App developers seem to have already made apps for all kinds of people. Some of these apps become an instant hit and rock the entire industry for months while others create a short-lived stir and then fade into oblivion. Tracklander is the app that's tailor-made for iPhone users with a bit of wanderlust, and it appears to be holding its own in a marketplace brimming with all sorts of apps for active travelers and adventurers.
If you were to get a couple of days off work to relax, trekking or a road trip would be a perfect choice of recreational activity. However, a week is hardly enough time to properly plan a track. With Tracklander on your phone your entire trip planning will be taken care of and without blowing your budget. You are spared the hassle of using GPS, looking for tracks, and the like when preparing for the trip, as well as the prohibitive expenses of hiring a local guide.
Tracklander has re-invented travel apps by offering a digital platform based on a new concept of "independent but guided" adventurers. It comes packed with a full range of unique tracks that are customizable depending on the user's preferred terrain difficulty and time at hand. Therefore, your iPhone becomes your easy yet absolutely safe guide.

The app features a trackbook with numerous tracks in all sorts of destinations around the world for travelers to choose from; there are asphalt roads, off-road routes, mountain treks, and cities. Among these tracks are those suitable for SUV, 4X4, road car, trekking, cycling, and MTB, as well as trail, enduro, and road motorcycles. Each track has add-ons that Tracklander has included to create unique challenges graded from 1 to 5, shortcuts back to the main track if lost, escapes, days, and treats such as a waterfall, palm grove, vineyards, and beaches. Helpful features of the trackbook include photos of every upcoming junction, navigation help and area map, cultural info, and safety info.
Thanks to Tracklander's ingenious technology, the app will work offline without the roaming hassles and frustrations of finding 3G deep in forests or atop mountains. It is able to produce its own offline maps by using Tracklander's graphical models, NASA's topographical contours lines, and OpenStreetMap. These maps are downloaded once when the iPhone user is downloading the track. You say bye bye to data connection fees when travelling abroad.
See Tracklander in action:
The tracks selected are the best adventure tracks in any given area. At the time Tracklander was hitting the App Store there were 33,973 miles of roads and tracks, 1,335 miles of cycle routes, and 667 miles of treks offered, which are equivalent to going around a quarter of the world, travelling from Copenhagen to Barcelona, and crossing Spain respectively. The brave at heart can use the tracks for Morocco, Andalusia, Tuscany, and Transpirenaica while the rest can pick city-based track versions in Barcelona, Florence, and Lisbon. Even with this diversity, language is not a problem as the app supports English, Catalan, Spanish, German, French, and Italian.
The app also has the Trip Planner, a featured functionality that enables social networking and sharing of experiences via blogs.
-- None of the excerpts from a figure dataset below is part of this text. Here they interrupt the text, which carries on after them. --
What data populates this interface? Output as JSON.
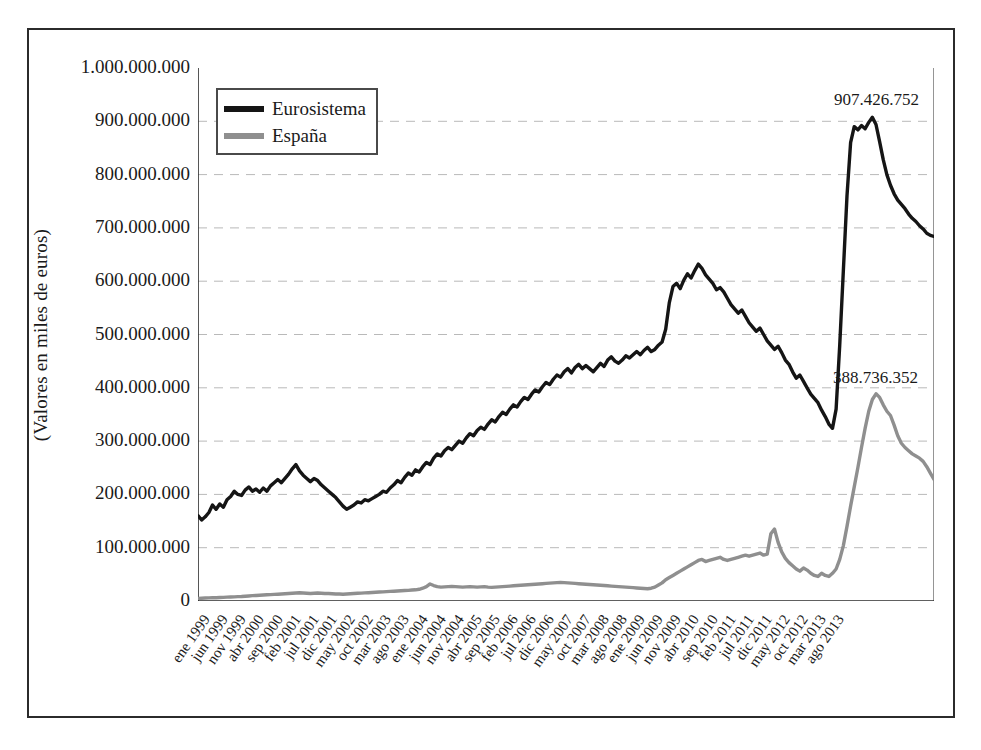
{
  "chart_data": {
    "type": "line",
    "title": "",
    "subtitle": "",
    "xlabel": "",
    "ylabel": "(Valores en miles de euros)",
    "ylim": [
      0,
      1000000000
    ],
    "ytick_step": 100000000,
    "grid": "horizontal-dashed",
    "legend_position": "top-left-inside",
    "x_axis_unit": "month",
    "x_start": "ene 1999",
    "x_end": "ago 2013",
    "x_tick_interval_months": 5,
    "y_tick_labels": [
      "1.000.000.000",
      "900.000.000",
      "800.000.000",
      "700.000.000",
      "600.000.000",
      "500.000.000",
      "400.000.000",
      "300.000.000",
      "200.000.000",
      "100.000.000",
      "0"
    ],
    "y_tick_values": [
      1000000000,
      900000000,
      800000000,
      700000000,
      600000000,
      500000000,
      400000000,
      300000000,
      200000000,
      100000000,
      0
    ],
    "xtick_labels": [
      "ene 1999",
      "jun 1999",
      "nov 1999",
      "abr 2000",
      "sep 2000",
      "feb 2001",
      "jul 2001",
      "dic 2001",
      "may 2002",
      "oct 2002",
      "mar 2003",
      "ago 2003",
      "ene 2004",
      "jun 2004",
      "nov 2004",
      "abr 2005",
      "sep 2005",
      "feb 2006",
      "jul 2006",
      "dic 2006",
      "may 2007",
      "oct 2007",
      "mar 2008",
      "ago 2008",
      "ene 2009",
      "jun 2009",
      "nov 2009",
      "abr 2010",
      "sep 2010",
      "feb 2011",
      "jul 2011",
      "dic 2011",
      "may 2012",
      "oct 2012",
      "mar 2013",
      "ago 2013"
    ],
    "series": [
      {
        "name": "Eurosistema",
        "color": "#151515",
        "values": [
          160000000,
          152000000,
          158000000,
          166000000,
          180000000,
          172000000,
          182000000,
          176000000,
          190000000,
          196000000,
          206000000,
          200000000,
          198000000,
          208000000,
          214000000,
          206000000,
          210000000,
          204000000,
          212000000,
          206000000,
          216000000,
          222000000,
          228000000,
          222000000,
          230000000,
          238000000,
          248000000,
          256000000,
          244000000,
          236000000,
          230000000,
          224000000,
          230000000,
          226000000,
          218000000,
          212000000,
          206000000,
          200000000,
          194000000,
          186000000,
          178000000,
          172000000,
          176000000,
          180000000,
          186000000,
          184000000,
          190000000,
          188000000,
          192000000,
          196000000,
          200000000,
          206000000,
          204000000,
          212000000,
          218000000,
          226000000,
          222000000,
          232000000,
          240000000,
          236000000,
          246000000,
          242000000,
          252000000,
          260000000,
          256000000,
          268000000,
          276000000,
          272000000,
          282000000,
          288000000,
          284000000,
          292000000,
          300000000,
          296000000,
          306000000,
          314000000,
          310000000,
          320000000,
          326000000,
          322000000,
          332000000,
          340000000,
          336000000,
          346000000,
          354000000,
          350000000,
          360000000,
          368000000,
          364000000,
          374000000,
          382000000,
          378000000,
          388000000,
          396000000,
          392000000,
          402000000,
          410000000,
          406000000,
          416000000,
          424000000,
          420000000,
          430000000,
          436000000,
          428000000,
          438000000,
          444000000,
          436000000,
          442000000,
          436000000,
          430000000,
          438000000,
          446000000,
          440000000,
          452000000,
          458000000,
          450000000,
          446000000,
          452000000,
          460000000,
          456000000,
          462000000,
          468000000,
          462000000,
          470000000,
          476000000,
          468000000,
          472000000,
          480000000,
          486000000,
          510000000,
          560000000,
          590000000,
          596000000,
          586000000,
          602000000,
          614000000,
          606000000,
          620000000,
          632000000,
          624000000,
          612000000,
          604000000,
          596000000,
          584000000,
          588000000,
          580000000,
          568000000,
          556000000,
          548000000,
          540000000,
          546000000,
          534000000,
          522000000,
          514000000,
          506000000,
          512000000,
          500000000,
          488000000,
          480000000,
          472000000,
          478000000,
          466000000,
          452000000,
          444000000,
          430000000,
          418000000,
          424000000,
          412000000,
          400000000,
          388000000,
          380000000,
          372000000,
          358000000,
          346000000,
          332000000,
          324000000,
          360000000,
          480000000,
          620000000,
          760000000,
          860000000,
          890000000,
          884000000,
          892000000,
          886000000,
          898000000,
          907426752,
          894000000,
          862000000,
          828000000,
          800000000,
          780000000,
          764000000,
          752000000,
          744000000,
          736000000,
          726000000,
          718000000,
          712000000,
          704000000,
          698000000,
          690000000,
          686000000,
          684000000
        ]
      },
      {
        "name": "España",
        "color": "#8f8f8f",
        "values": [
          5000000,
          5200000,
          5500000,
          5800000,
          6000000,
          6200000,
          6500000,
          6800000,
          7200000,
          7500000,
          7800000,
          8200000,
          8500000,
          9000000,
          9500000,
          10000000,
          10400000,
          10800000,
          11200000,
          11600000,
          12000000,
          12400000,
          12800000,
          13200000,
          13600000,
          14000000,
          14500000,
          15000000,
          15400000,
          15000000,
          14600000,
          14200000,
          14600000,
          15000000,
          14600000,
          14200000,
          14000000,
          13600000,
          13200000,
          13000000,
          12800000,
          13200000,
          13600000,
          14000000,
          14400000,
          14800000,
          15200000,
          15600000,
          16000000,
          16400000,
          16800000,
          17200000,
          17600000,
          18000000,
          18400000,
          18800000,
          19200000,
          19600000,
          20000000,
          20500000,
          21000000,
          22000000,
          24000000,
          27000000,
          32000000,
          29000000,
          27000000,
          26000000,
          26500000,
          27000000,
          27500000,
          27000000,
          26500000,
          26000000,
          26500000,
          27000000,
          26500000,
          26000000,
          26500000,
          27000000,
          26000000,
          25500000,
          26000000,
          26500000,
          27000000,
          27500000,
          28000000,
          28500000,
          29000000,
          29500000,
          30000000,
          30500000,
          31000000,
          31500000,
          32000000,
          32500000,
          33000000,
          33500000,
          34000000,
          34500000,
          35000000,
          34500000,
          34000000,
          33500000,
          33000000,
          32500000,
          32000000,
          31500000,
          31000000,
          30500000,
          30000000,
          29500000,
          29000000,
          28500000,
          28000000,
          27500000,
          27000000,
          26500000,
          26000000,
          25500000,
          25000000,
          24500000,
          24000000,
          23500000,
          23000000,
          24000000,
          26000000,
          30000000,
          34000000,
          40000000,
          44000000,
          48000000,
          52000000,
          56000000,
          60000000,
          64000000,
          68000000,
          72000000,
          76000000,
          78000000,
          74000000,
          76000000,
          78000000,
          80000000,
          82000000,
          78000000,
          76000000,
          78000000,
          80000000,
          82000000,
          84000000,
          86000000,
          84000000,
          86000000,
          88000000,
          90000000,
          86000000,
          88000000,
          126000000,
          135000000,
          110000000,
          92000000,
          80000000,
          72000000,
          66000000,
          60000000,
          56000000,
          62000000,
          58000000,
          52000000,
          48000000,
          46000000,
          52000000,
          48000000,
          46000000,
          52000000,
          60000000,
          78000000,
          104000000,
          140000000,
          178000000,
          214000000,
          250000000,
          288000000,
          324000000,
          356000000,
          378000000,
          388736352,
          382000000,
          368000000,
          356000000,
          348000000,
          330000000,
          310000000,
          296000000,
          288000000,
          282000000,
          276000000,
          272000000,
          268000000,
          262000000,
          252000000,
          240000000,
          228000000
        ]
      }
    ],
    "annotations": [
      {
        "name": "eurosistema-peak",
        "label": "907.426.752",
        "value": 907426752,
        "series": "Eurosistema"
      },
      {
        "name": "espana-peak",
        "label": "388.736.352",
        "value": 388736352,
        "series": "España"
      }
    ]
  },
  "legend": {
    "items": [
      {
        "label": "Eurosistema",
        "color": "#151515"
      },
      {
        "label": "España",
        "color": "#8f8f8f"
      }
    ]
  },
  "axis": {
    "y_title": "(Valores en miles de euros)"
  }
}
You get to invite other Tracklander travelers and organize the trips.
The app comes free. A number of both city and countryside tracks are also available for free. The rest of the track features vary in price depending on the area chosen and difficulty level. Generally it will cost you €2.99 for a half or full day's travel; €9.99 from one to two days; and €34.99 from six to ten days.
According to a new research report by
According to a new research report from the analyst firm
However, new monetization models and higher channel fragmentation encourage smartphone users, in particular, to bypass wireless carriers and download LBS solutions directly from the phone’s application store. The majority of location-based applications available through smartphone storefronts are free or available for a one-time fee. In such an environment, carriers will have to strategize cleverly to justify their monthly subscription model. They will also have to find ways to appeal to a smartphone user population that is quickly growing in terms of size and demands.
With cell phones increasingly becoming the nexus of the burgeoning markets for navigation and Location Based Services (
Meanwhile, both Apple and Google are focusing on mobile advertising as a key source of revenue used in association with LBS.
He added that integration of GPS in handsets is an important driver. “The installed base of GPS handsets in Europe has recently surpassed 15 percent of total handsets and will increase to 50 percent three years from now.”
Canalys’ end-user research has repeatedly shown that navigation is a feature that consumers want on their mobile phones. Being the first to make global navigation free across so wide a portfolio of devices will give Nokia handsets a true value-add and help it differentiate its products in the increasingly competitive smart phone space, according to the research group. 
"The large-scale availability of free-of-charge mobile phone navigation offerings using high-quality map data will be a game changer for the navigation industry," said Thilo Koslowski, Vice President Automotive and Vehicle ICT at Gartner.
Canalys also estimated in 2009 that the installed base of smartphones with integrated GPS was 163 million units worldwide, of which Nokia accounted for more than half (51%) having shipped cumulatively 83 million GPS devices. 

More often than not a company may not even be aware of their online presence, and if they do now they don’t know the difference between a standard website and a mobile site.